Adam Cooper
This blog post is based on the Evidence & Policy article ‘Engineering advice in policy making: a new domain of inquiry in evidence and policy’
Every day in government ministries, decisions are being made that shape the world. Literally, not figuratively. Decisions are made that can move mountains, make holes in the ground, cause buildings to appear, decide where other things can land, park or moor. This shaping involves a profession of highly trained and skilled individuals known commonly as ‘engineers’. Most engineers work in the private sector but a small fraction work in government, providing advice to policy officials and ministers. In the UK, engineers in government are a hidden species, commonly clustered into the STEM acronym. Science and engineering are often used interchangeably, which may explain why there is a body of research on science advice but nothing explicitly on engineering advice.
In addition to the common failure to distinguish between scientists and engineers in policy is the way in which science advice is commonly understood: as a regulatory function that helps monitor the presence of toxic elements in the environment, and work out what to do about them. The work of Jasanoff in her book The Fifth Branch is an example of this, and it also tends to exemplify the ‘at a distance’ approach of the majority of science advice research. Engineers aren’t normally involved in this kind of ‘regulatory science’ – in the UK at least they are involved in implementation (though of course engineering, if nothing else, is a discipline of standards, as Yates & Murphy show). Instead, discovering this new evidence for policy species took a more ethnographic moment to reveal it.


## EXERCISE GOAL
Exact copy, pictures excluded: write out every line below.

## Dataset records
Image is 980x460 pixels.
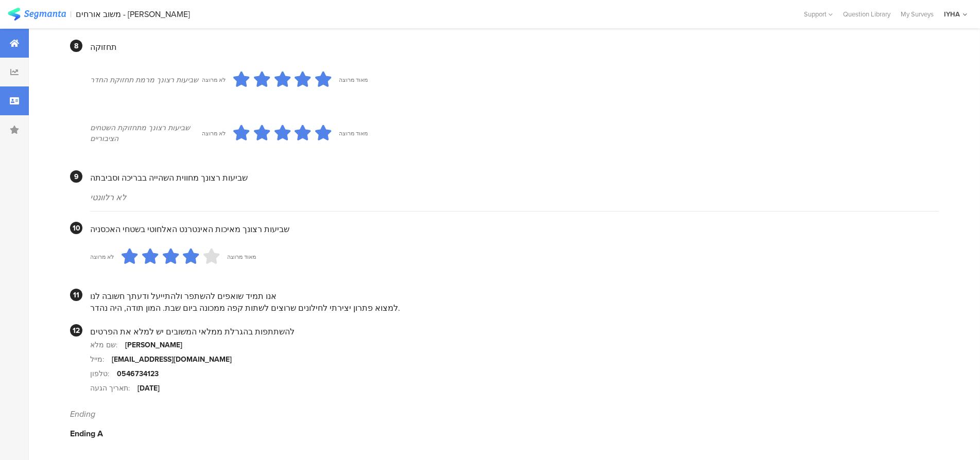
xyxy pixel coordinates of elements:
div: מאוד מרוצה [227,253,256,261]
div: 10 [70,222,82,234]
div: מאוד מרוצה [339,129,367,138]
div: תאריך הגעה: [90,383,138,394]
div: שביעות רצונך מחווית השהייה בבריכה וסביבתה [90,172,938,184]
div: | [70,8,72,20]
div: 11 [70,289,82,301]
div: Ending [70,409,938,420]
div: טלפון: [90,368,117,380]
div: 8 [70,39,82,52]
img: segmanta logo [8,8,66,21]
div: לא מרוצה [90,253,113,261]
div: למצוא פתרון יצירתי לחילונים שרוצים לשתות קפה ממכונה ביום שבת. המון תודה, היה נהדר. [90,302,938,314]
div: לא רלוונטי [90,191,938,203]
div: לא מרוצה [202,76,225,84]
div: שביעות רצונך מאיכות האינטרנט האלחוטי בשטחי האכסניה [90,223,938,236]
div: 12 [70,325,82,337]
div: [EMAIL_ADDRESS][DOMAIN_NAME] [112,354,231,365]
a: Question Library [838,10,895,19]
div: 9 [70,170,82,182]
div: שביעות רצונך מתחזוקת השטחים הציבוריים [90,122,202,144]
div: IYHA [943,10,960,19]
div: Support [804,6,833,22]
div: אנו תמיד שואפים להשתפר ולהתייעל ודעתך חשובה לנו [90,291,938,302]
a: My Surveys [895,10,938,19]
div: שביעות רצונך מרמת תחזוקת החדר [90,75,202,86]
div: להשתתפות בהגרלת ממלאי המשובים יש למלא את הפרטים [90,326,938,338]
div: [PERSON_NAME] [125,340,182,351]
div: משוב אורחים - [PERSON_NAME] [76,10,190,19]
div: מאוד מרוצה [339,76,367,84]
div: לא מרוצה [202,129,225,138]
div: Ending A [70,428,938,440]
div: תחזוקה [90,41,938,53]
div: [DATE] [138,383,160,394]
div: מייל: [90,354,112,365]
div: שם מלא: [90,340,125,351]
div: 0546734123 [117,368,159,380]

## OUTPUT OF THE EXERCISE
Image is 980x460 pixels.
xyxy pixel coordinates of elements:
div: מאוד מרוצה [227,253,256,261]
div: 10 [70,222,82,234]
div: מאוד מרוצה [339,129,367,138]
div: תאריך הגעה: [90,383,138,394]
div: שביעות רצונך מחווית השהייה בבריכה וסביבתה [90,172,938,184]
div: | [70,8,72,20]
div: 11 [70,289,82,301]
div: Ending [70,409,938,420]
div: טלפון: [90,368,117,380]
div: 8 [70,39,82,52]
img: segmanta logo [8,8,66,21]
div: לא מרוצה [90,253,113,261]
div: למצוא פתרון יצירתי לחילונים שרוצים לשתות קפה ממכונה ביום שבת. המון תודה, היה נהדר. [90,302,938,314]
div: לא רלוונטי [90,191,938,203]
div: לא מרוצה [202,76,225,84]
div: שביעות רצונך מאיכות האינטרנט האלחוטי בשטחי האכסניה [90,223,938,236]
div: 12 [70,325,82,337]
div: [EMAIL_ADDRESS][DOMAIN_NAME] [112,354,231,365]
a: Question Library [838,10,895,19]
div: 9 [70,170,82,182]
div: שביעות רצונך מתחזוקת השטחים הציבוריים [90,122,202,144]
div: IYHA [943,10,960,19]
div: Support [804,6,833,22]
div: אנו תמיד שואפים להשתפר ולהתייעל ודעתך חשובה לנו [90,291,938,302]
a: My Surveys [895,10,938,19]
div: שביעות רצונך מרמת תחזוקת החדר [90,75,202,86]
div: להשתתפות בהגרלת ממלאי המשובים יש למלא את הפרטים [90,326,938,338]
div: [PERSON_NAME] [125,340,182,351]
div: משוב אורחים - [PERSON_NAME] [76,10,190,19]
div: מאוד מרוצה [339,76,367,84]
div: לא מרוצה [202,129,225,138]
div: Ending A [70,428,938,440]
div: תחזוקה [90,41,938,53]
div: [DATE] [138,383,160,394]
div: מייל: [90,354,112,365]
div: שם מלא: [90,340,125,351]
div: 0546734123 [117,368,159,380]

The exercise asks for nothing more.